Three months before the year’s close, 2025 is emerging as one of the darkest years yet for the cryptocurrency industry. Criminal groups and hackers have siphoned off $2.34 billion from digital asset platforms and investors—already surpassing last year’s tally by 35 percent—even as the overall number of scams has dropped sharply.
The paradox underscores a sobering reality: scams are becoming fewer but far more sophisticated, with single attacks now capable of inflicting more damage than dozens of smaller ones.
Data compiled by the analytics firm CryptoPresales.com shows that reported scams and thefts have fallen by half this year, even as the total amount stolen has soared. That makes 2025 the third costliest year on record for crypto crime, trailing only 2021 and 2022, when losses reached $2.73 billion and $3.54 billion.
One incident alone accounted for nearly 60 percent of this year’s losses. In February, hackers drained $1.46 billion from Ethereum wallets held by Bybit, a Dubai-based exchange. While the company has not disclosed who was behind the breach, cybersecurity researchers say the scale and precision of the theft bore hallmarks of North Korea’s Lazarus Group, long accused of financing the country’s weapons program through cybercrime.
The broader trend is equally alarming. In 2023, scammers carried out a record 283 attacks, stealing $1.74 billion. The number of incidents fell by a third to 187 last year, with roughly the same losses. This year, the count has plunged to just 83 reported cases—the lowest since 2020. But the average haul per heist has ballooned.
“Since the beginning of the year, there have been 83 reported cases, 2.2 times less than in the entire 2024, and the lowest figure since 2020. However, the total amount of stolen money jumped to $2.34 billion. Nearly 60% of that value was stolen in just one scam,” says the report. “In February, Dubai-based centralized exchange Bybit was hit by an attack that stole record-breaking $1.46 billion from its ETH cold wallets. The attack, rumored to have been carried out by North Korea’s Lazarus Group, is the largest crypto crime on record.”
The cumulative toll is staggering. Since the early days of Bitcoin, criminals have stolen more than $15 billion across some 1,100 reported heists, according to industry tallies. Nearly 80 percent of that total has been taken in the last five years alone. If the stolen tokens had been held rather than laundered or liquidated, their value today would exceed $50 billion.
For regulators and the crypto industry alike, the trend poses a renewed challenge. Governments have tightened rules around exchanges, and blockchain analytics firms have grown more adept at tracing stolen funds. Yet cybercriminals remain a step ahead, exploiting vulnerabilities in emerging protocols and overwhelming firms’ defenses.
With the year not yet over, analysts warn that 2025 could still set a new record.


**Directions for this task**
From the line containing "Search for 'bicycle wheel'." to the end of the data, retype every line exactly and nothing else. Drop the pictures.

(Records contained in a dataset)
+ + + +

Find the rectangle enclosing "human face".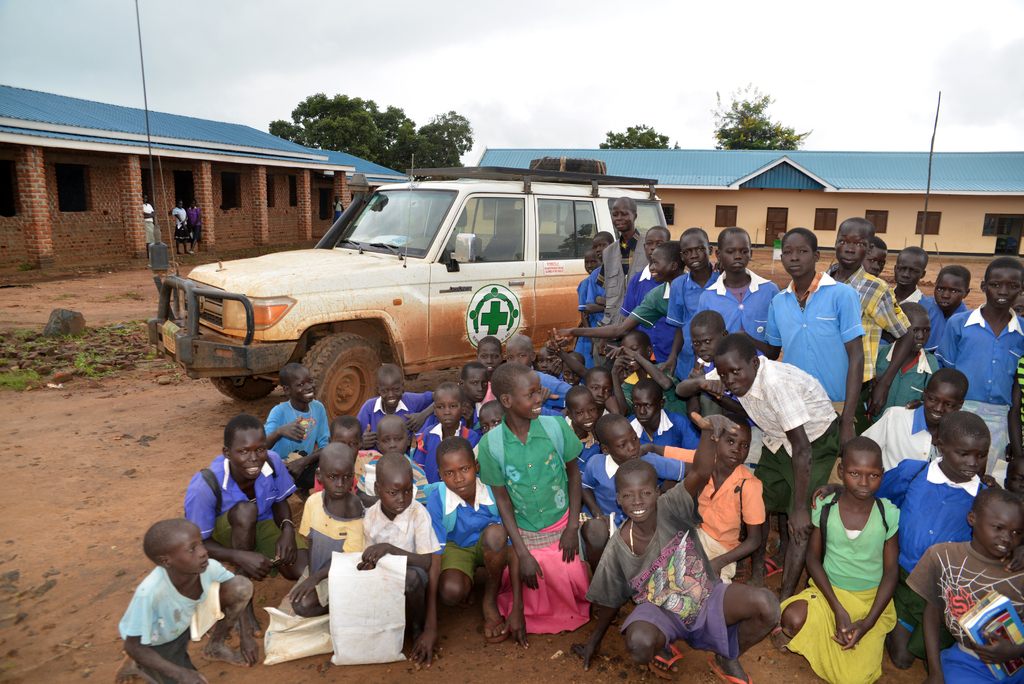
region(690, 317, 725, 366).
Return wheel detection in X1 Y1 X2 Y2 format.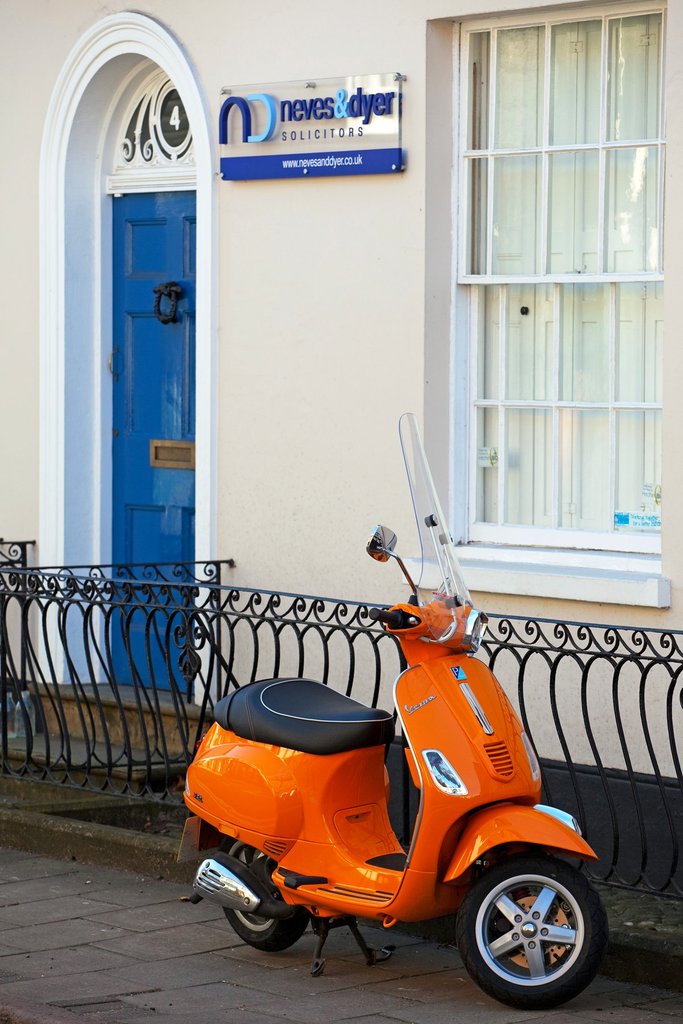
463 859 602 1002.
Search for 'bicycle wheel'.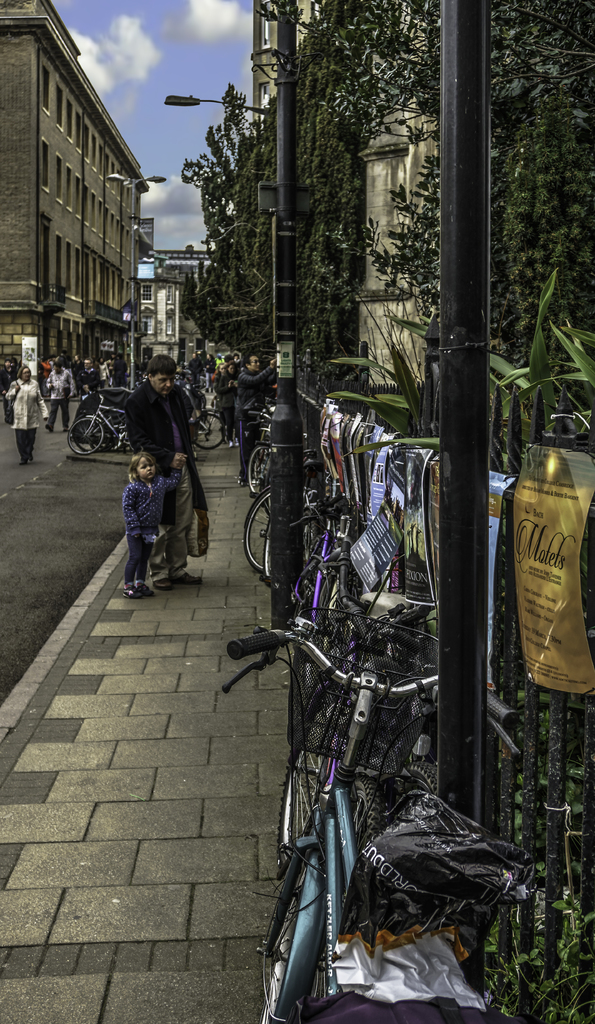
Found at bbox=(353, 767, 388, 856).
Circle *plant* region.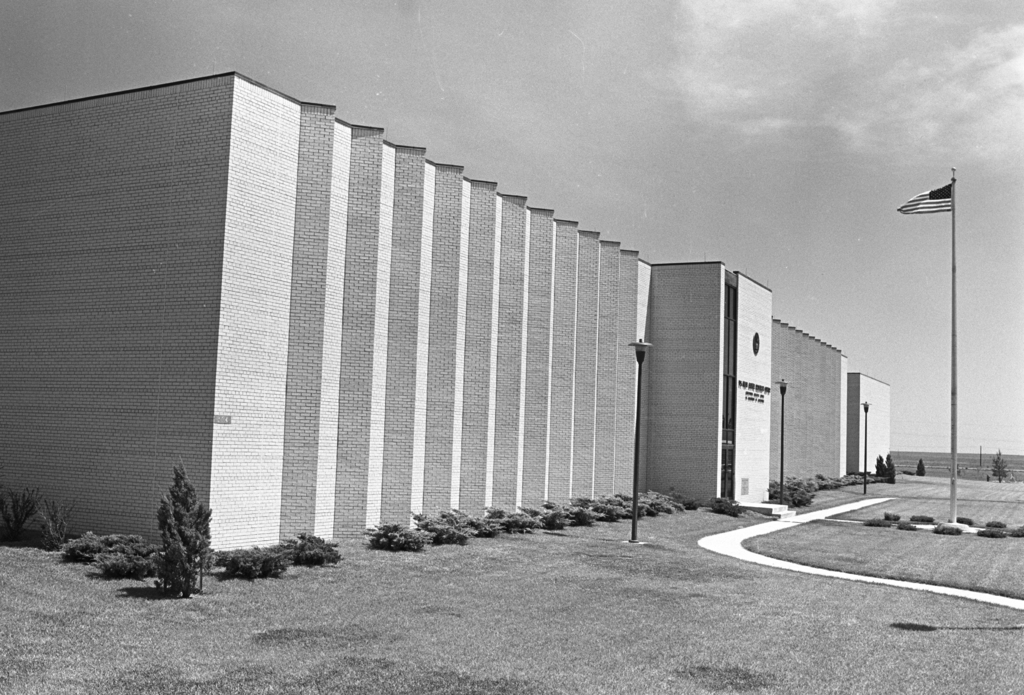
Region: (left=874, top=454, right=894, bottom=489).
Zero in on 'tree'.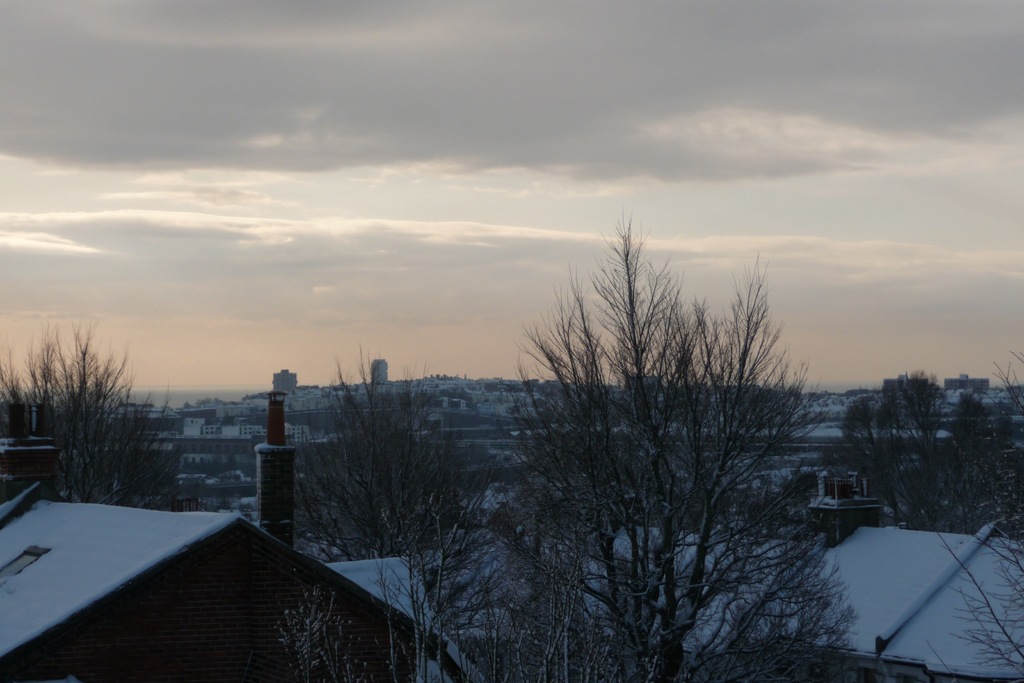
Zeroed in: (left=282, top=336, right=499, bottom=682).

+ + + +

**Result of the exercise**
Search for 'bicycle wheel'.
Found at bbox=(353, 767, 388, 856).
Circle *plant* region.
Region: (left=874, top=454, right=894, bottom=489).
Zero in on 'tree'.
Zeroed in: (left=282, top=336, right=499, bottom=682).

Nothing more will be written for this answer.